• _DATASET_:
◆ ◆ ◆ ◆
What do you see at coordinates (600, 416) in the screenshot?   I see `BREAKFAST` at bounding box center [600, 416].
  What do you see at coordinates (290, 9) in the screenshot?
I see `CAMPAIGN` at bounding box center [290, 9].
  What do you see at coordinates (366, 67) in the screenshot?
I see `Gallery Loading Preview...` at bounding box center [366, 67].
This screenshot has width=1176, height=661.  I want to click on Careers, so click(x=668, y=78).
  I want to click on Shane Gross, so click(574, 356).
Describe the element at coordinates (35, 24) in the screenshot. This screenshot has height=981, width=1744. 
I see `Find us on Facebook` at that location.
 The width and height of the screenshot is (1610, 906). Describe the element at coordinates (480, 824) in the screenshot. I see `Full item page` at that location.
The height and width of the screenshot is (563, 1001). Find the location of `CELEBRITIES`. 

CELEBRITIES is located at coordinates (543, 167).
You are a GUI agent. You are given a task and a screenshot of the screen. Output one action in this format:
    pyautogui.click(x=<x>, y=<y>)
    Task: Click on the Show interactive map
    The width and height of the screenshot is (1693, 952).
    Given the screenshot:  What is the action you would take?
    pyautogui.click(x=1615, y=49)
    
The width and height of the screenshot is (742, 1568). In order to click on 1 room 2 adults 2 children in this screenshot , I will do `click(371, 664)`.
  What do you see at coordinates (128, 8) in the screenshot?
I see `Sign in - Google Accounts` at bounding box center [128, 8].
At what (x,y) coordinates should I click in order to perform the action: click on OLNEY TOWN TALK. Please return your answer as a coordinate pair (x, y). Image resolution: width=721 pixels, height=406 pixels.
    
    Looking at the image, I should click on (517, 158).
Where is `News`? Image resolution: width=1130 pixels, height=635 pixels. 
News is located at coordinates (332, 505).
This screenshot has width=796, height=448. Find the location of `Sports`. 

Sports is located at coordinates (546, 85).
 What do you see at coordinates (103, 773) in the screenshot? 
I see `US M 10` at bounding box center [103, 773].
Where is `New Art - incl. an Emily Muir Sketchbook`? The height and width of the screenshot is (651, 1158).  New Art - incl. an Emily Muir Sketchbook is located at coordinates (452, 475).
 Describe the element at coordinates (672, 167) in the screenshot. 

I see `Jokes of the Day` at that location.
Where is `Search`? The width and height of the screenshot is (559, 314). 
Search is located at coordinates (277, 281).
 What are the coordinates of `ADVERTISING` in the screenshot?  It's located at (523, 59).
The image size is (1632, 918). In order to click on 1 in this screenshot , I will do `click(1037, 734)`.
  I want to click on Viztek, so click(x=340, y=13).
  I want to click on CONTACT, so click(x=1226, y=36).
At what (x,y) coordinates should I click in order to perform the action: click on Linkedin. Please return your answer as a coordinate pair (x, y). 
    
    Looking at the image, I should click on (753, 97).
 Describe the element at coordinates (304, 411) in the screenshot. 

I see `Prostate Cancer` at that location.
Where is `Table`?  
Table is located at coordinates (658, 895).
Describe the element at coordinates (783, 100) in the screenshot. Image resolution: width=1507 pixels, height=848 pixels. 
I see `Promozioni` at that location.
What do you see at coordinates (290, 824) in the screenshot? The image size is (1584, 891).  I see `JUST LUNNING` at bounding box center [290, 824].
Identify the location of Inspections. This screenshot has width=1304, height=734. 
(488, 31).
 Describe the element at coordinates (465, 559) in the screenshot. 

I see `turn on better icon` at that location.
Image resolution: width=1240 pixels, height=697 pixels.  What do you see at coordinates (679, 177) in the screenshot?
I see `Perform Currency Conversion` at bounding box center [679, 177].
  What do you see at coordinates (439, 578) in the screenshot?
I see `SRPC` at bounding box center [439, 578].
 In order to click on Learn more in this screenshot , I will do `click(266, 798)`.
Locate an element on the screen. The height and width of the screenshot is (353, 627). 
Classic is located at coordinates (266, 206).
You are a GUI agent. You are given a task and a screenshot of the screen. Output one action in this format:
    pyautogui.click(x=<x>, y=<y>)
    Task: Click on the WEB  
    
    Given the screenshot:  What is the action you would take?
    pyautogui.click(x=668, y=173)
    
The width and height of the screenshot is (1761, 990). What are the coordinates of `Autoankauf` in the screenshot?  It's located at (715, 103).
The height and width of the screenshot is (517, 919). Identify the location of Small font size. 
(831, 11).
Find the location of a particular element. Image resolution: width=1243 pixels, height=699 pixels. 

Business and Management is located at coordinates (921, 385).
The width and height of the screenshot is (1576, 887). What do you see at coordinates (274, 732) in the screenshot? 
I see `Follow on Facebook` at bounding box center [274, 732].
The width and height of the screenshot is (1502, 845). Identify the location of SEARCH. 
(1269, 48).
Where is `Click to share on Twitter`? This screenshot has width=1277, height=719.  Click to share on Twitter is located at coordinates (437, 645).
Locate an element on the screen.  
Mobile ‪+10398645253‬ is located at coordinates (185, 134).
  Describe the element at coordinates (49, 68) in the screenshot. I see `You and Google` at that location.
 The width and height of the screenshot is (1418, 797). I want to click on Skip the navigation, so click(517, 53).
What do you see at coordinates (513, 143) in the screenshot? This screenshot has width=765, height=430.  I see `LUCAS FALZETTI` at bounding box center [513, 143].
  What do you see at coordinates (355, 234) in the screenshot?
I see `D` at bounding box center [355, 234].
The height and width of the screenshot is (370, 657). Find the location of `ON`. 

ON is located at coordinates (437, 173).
◆ ◆ ◆ ◆
Only the lines from the one with "The height and width of the screenshot is (370, 657)." to the end of the listing are wanted. Print them exactly, keeping both ends.

The height and width of the screenshot is (370, 657). Find the location of `ON`. 

ON is located at coordinates (437, 173).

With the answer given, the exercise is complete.